Others have criticised the JNU rally, however.

In response to a tweet claiming that refusing to support Hinduism cannot be synonymous with hatred, Tarek Fatah, the author of renowned books such as The Hindu Is Not My Enemy, pointed out that the JNU rally went beyond criticism of Hindu nationalism:

Chitra Subramaniam, a journalist and a UN Diplomat, echoed Fatah’s concerns and called JNU students out for taking their freedom of expression to a place that threatened public security:

However, there are still many students who have taken both to the streets and to Twitter to fight for Kumar’s freedom.

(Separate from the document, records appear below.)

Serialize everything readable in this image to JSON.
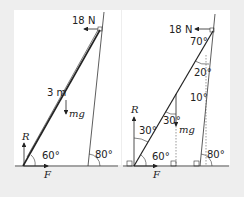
{
  "diagram_left": {
    "force_top": "18 N",
    "length": "3 m",
    "weight": "mg",
    "reaction": "R",
    "friction": "F",
    "angle_ground": "60°",
    "angle_wall": "80°"
  },
  "diagram_right": {
    "force_top": "18 N",
    "angle_top": "70°",
    "angle_mid": "20°",
    "angle_wall_vertical": "10°",
    "angle_r": "30°",
    "angle_mg": "30°",
    "weight": "mg",
    "reaction": "R",
    "friction": "F",
    "angle_ground": "60°",
    "angle_wall": "80°"
  }
}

In fact, contrary to the popular belief that these protesters are inciting violence, ANI News reports that demonstrators on the ground have been handing out flowers:

However, many teachers from the institution are backing the government backlash.

While some ground reports, such as those relayed by India Today FLASH, suggest that the JNU gatherings are playing host to radical elements:

Regardless of people's opinions of them, the largely peaceful demonstrations spearheaded by the JNU students have been instrumental in putting the issue of the intolerance of the Modi administration on the public agenda.

Combine that with the international attention the protests have received, and the JNU movement could prove key in reconfiguring the popular prime minister’s relationship with Indian youth, while creating a challenge to the constitutionality of the country's deeply controversial sedition laws.